Apple ordered by EU antitrust regulators to open up to rivals
Media sourcing and primary documents
- Several commenters criticize large news agencies (including the linked one) for not linking to the actual EU order or legal basis, calling it “fake news journalism” without sources.
- Multiple people share EU DMA pages, press releases, and PDFs and argue that primary links should be mandatory for major claims.
Lock-in, user experience, and interoperability
- One camp mocks Apple’s claim that interoperability is “bad for users,” arguing it’s really about shareholders and lock‑in (chargers, services, messaging, accessories).
- Others openly prefer Apple’s closed ecosystem, valuing uniform features, predictability, and “it just works” behavior.
- The idea that “interoperability ⇒ worse UX” is heavily challenged; critics call it marketing talking point or an excuse for under‑resourcing, asking for concrete examples where lock‑in was necessary for better UX.
- Counterpoint: some argue Apple can optimize UX more when not constrained by external compatibility, but are pressed for real-world evidence.
Scope and burden of the EU order
- Links to the actual instructions show Apple must provide interoperability (or at least not block it) for AirPlay, AirDrop, smartwatch integration/notifications, headphone handoff, proximity pairing, NFC emulation, background execution, and documentation around private APIs.
- Some view this as “ridiculously onerous,” especially turning internal/private capabilities into supported interfaces, and fear this would discourage selling hardware in Europe.
- Others respond that only very large “gatekeepers” are affected, Apple can easily afford it, and users should be able to run competing software and use non‑Apple hardware fully.
Market power, gatekeepers, and analogies
- Comparisons are drawn to Microsoft’s secret Windows APIs and AT&T’s telecom monopoly; several see Apple using its phone dominance to tilt adjacent markets (watches, headphones, payments).
- Others push back that Apple’s share (around a quarter in EU) is far from a classic monopoly or “natural monopoly”; DMA targets gatekeeper behavior, not just raw share.
- Debate continues over whether Apple’s ecosystem lock-in constitutes a new kind of monopoly and whether definitions should expand.
Security, privacy, and DMA abuse
- Some worry companies like Meta will invoke “interoperability” to gain access to messages, photos, and call logs, arguing technical experts—not regulators alone—should gate such requests.
- Replies note privacy is already regulated in the EU and Apple is a conflicted party if it acts as sole gatekeeper; interoperability doesn’t remove privacy/consumer‑protection obligations from third parties.
Innovation, startups, and unintended consequences
- Critics argue this regime penalizes success: once a company becomes big, it must effectively “give away” polished designs and protocols, reducing incentives for deep UX/infra investment.
- Supporters counter that almost no startups will ever hit DMA thresholds, and historically, forced openness (e.g., telecom unbundling) unlocked competition and new services.
- Some worry the order unintentionally elevates Apple’s proprietary protocols into de facto standards, bypassing broader standards bodies and possibly distorting future technical evolution.
Enforcement, timelines, and compliance
- One thread laments that Apple effectively ignored key DMA principles for over a year with little consequence, gaining extra time on an uneven playing field.
- Others say Apple complied with “most” DMA obligations and that this decision is more a detailed compliance roadmap than a punishment; EU documents include specific timelines (20–40 working days for assessing interop requests, 6–24 months for implementation).
- There is disagreement over whether current enforcement is meaningfully pro‑competitive or mostly symbolic.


> YOUR GOAL: For the records that follow, work out how many lines include "fingers" and give only that count.

(Data items)
=====

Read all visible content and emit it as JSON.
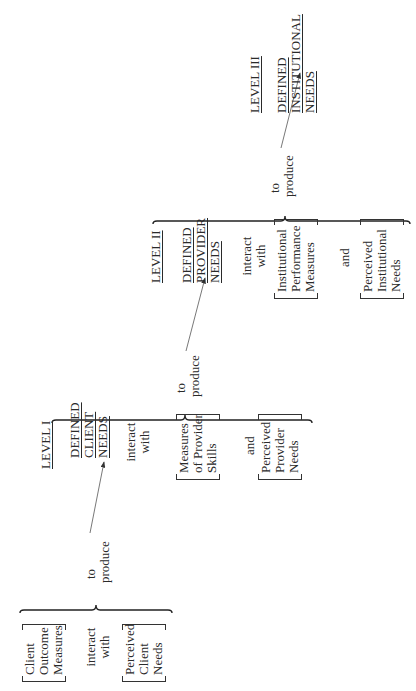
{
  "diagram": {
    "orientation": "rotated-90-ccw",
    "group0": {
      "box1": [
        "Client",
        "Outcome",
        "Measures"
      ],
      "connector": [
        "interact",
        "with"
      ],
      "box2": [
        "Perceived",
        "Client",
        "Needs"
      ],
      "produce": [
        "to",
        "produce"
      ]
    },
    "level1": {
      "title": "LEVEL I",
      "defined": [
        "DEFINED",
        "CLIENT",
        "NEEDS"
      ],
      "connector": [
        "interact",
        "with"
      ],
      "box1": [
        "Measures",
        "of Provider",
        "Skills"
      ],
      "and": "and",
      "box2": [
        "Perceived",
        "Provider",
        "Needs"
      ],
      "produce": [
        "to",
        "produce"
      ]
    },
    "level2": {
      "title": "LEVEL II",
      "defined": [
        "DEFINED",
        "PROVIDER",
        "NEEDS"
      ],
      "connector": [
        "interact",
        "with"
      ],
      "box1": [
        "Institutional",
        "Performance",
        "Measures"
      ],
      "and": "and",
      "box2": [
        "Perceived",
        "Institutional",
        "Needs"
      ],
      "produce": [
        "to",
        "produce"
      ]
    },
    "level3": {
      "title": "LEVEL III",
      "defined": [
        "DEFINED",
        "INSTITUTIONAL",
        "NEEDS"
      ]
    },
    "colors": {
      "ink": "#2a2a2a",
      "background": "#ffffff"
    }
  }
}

=====

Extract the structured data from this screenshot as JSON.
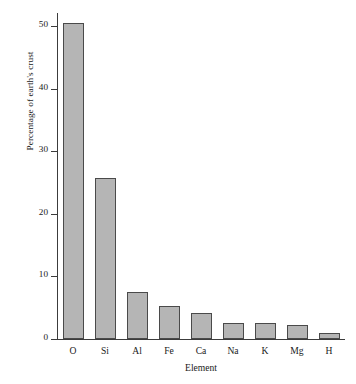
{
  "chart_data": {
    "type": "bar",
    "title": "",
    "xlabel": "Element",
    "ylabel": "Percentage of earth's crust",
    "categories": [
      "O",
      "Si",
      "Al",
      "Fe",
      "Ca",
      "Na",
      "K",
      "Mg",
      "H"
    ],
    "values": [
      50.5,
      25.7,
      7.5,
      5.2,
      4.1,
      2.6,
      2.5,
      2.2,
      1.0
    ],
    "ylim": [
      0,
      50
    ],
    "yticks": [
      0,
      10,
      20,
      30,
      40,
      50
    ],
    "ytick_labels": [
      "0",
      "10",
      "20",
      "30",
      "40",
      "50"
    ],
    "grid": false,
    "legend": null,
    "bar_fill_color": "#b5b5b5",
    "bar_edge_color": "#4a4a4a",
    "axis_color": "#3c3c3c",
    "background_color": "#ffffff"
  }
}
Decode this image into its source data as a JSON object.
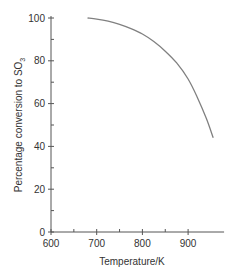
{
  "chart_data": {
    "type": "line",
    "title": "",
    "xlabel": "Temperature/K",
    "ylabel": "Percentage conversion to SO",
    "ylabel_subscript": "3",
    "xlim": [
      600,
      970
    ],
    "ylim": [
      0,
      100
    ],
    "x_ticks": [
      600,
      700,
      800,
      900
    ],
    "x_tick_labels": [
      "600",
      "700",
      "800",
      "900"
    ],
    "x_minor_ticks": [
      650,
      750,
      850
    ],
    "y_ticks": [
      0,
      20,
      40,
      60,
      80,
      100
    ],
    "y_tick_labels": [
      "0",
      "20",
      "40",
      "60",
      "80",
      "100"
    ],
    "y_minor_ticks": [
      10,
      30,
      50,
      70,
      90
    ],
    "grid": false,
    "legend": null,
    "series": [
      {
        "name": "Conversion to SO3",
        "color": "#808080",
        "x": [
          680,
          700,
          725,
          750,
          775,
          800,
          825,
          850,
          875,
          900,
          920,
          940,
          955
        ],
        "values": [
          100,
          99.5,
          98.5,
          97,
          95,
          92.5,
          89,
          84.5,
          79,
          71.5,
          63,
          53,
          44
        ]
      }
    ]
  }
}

=====

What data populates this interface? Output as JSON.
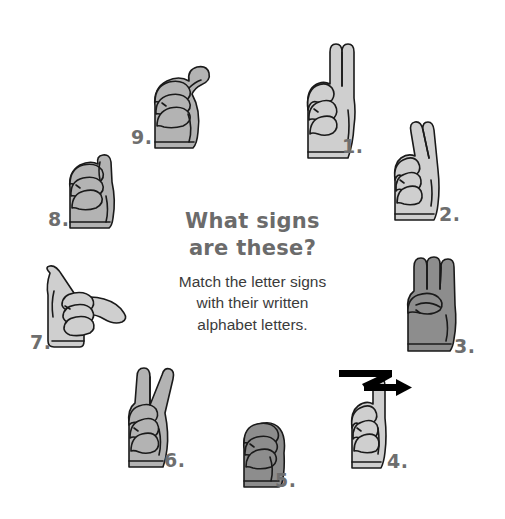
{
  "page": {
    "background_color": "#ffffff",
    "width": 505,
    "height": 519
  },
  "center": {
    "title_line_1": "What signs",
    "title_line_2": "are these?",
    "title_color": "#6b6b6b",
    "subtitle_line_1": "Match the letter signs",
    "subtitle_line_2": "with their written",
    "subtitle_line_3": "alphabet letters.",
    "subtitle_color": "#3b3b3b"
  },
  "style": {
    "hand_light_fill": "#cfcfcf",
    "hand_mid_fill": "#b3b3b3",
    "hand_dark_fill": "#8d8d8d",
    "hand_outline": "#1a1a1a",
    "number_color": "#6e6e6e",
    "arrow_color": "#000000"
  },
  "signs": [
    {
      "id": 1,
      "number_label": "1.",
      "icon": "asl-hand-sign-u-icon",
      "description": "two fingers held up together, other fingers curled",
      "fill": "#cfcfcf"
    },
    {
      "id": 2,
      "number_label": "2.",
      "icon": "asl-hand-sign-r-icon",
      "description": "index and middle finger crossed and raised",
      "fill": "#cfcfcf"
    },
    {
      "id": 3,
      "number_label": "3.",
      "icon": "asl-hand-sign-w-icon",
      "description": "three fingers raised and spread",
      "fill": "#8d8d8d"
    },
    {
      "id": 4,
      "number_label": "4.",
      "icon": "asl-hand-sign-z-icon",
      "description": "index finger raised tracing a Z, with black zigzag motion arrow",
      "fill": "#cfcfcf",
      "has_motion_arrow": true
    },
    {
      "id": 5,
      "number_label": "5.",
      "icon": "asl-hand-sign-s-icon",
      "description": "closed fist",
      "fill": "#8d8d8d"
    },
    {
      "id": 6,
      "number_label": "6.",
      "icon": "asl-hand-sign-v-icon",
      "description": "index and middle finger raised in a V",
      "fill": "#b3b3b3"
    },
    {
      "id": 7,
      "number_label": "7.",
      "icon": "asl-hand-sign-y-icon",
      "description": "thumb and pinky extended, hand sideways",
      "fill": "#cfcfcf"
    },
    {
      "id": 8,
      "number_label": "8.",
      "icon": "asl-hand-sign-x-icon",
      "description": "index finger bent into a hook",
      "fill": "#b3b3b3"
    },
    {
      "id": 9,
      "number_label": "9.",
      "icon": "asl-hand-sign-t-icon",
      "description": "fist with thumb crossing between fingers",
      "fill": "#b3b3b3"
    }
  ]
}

=====

> COMPLETED TASK: 3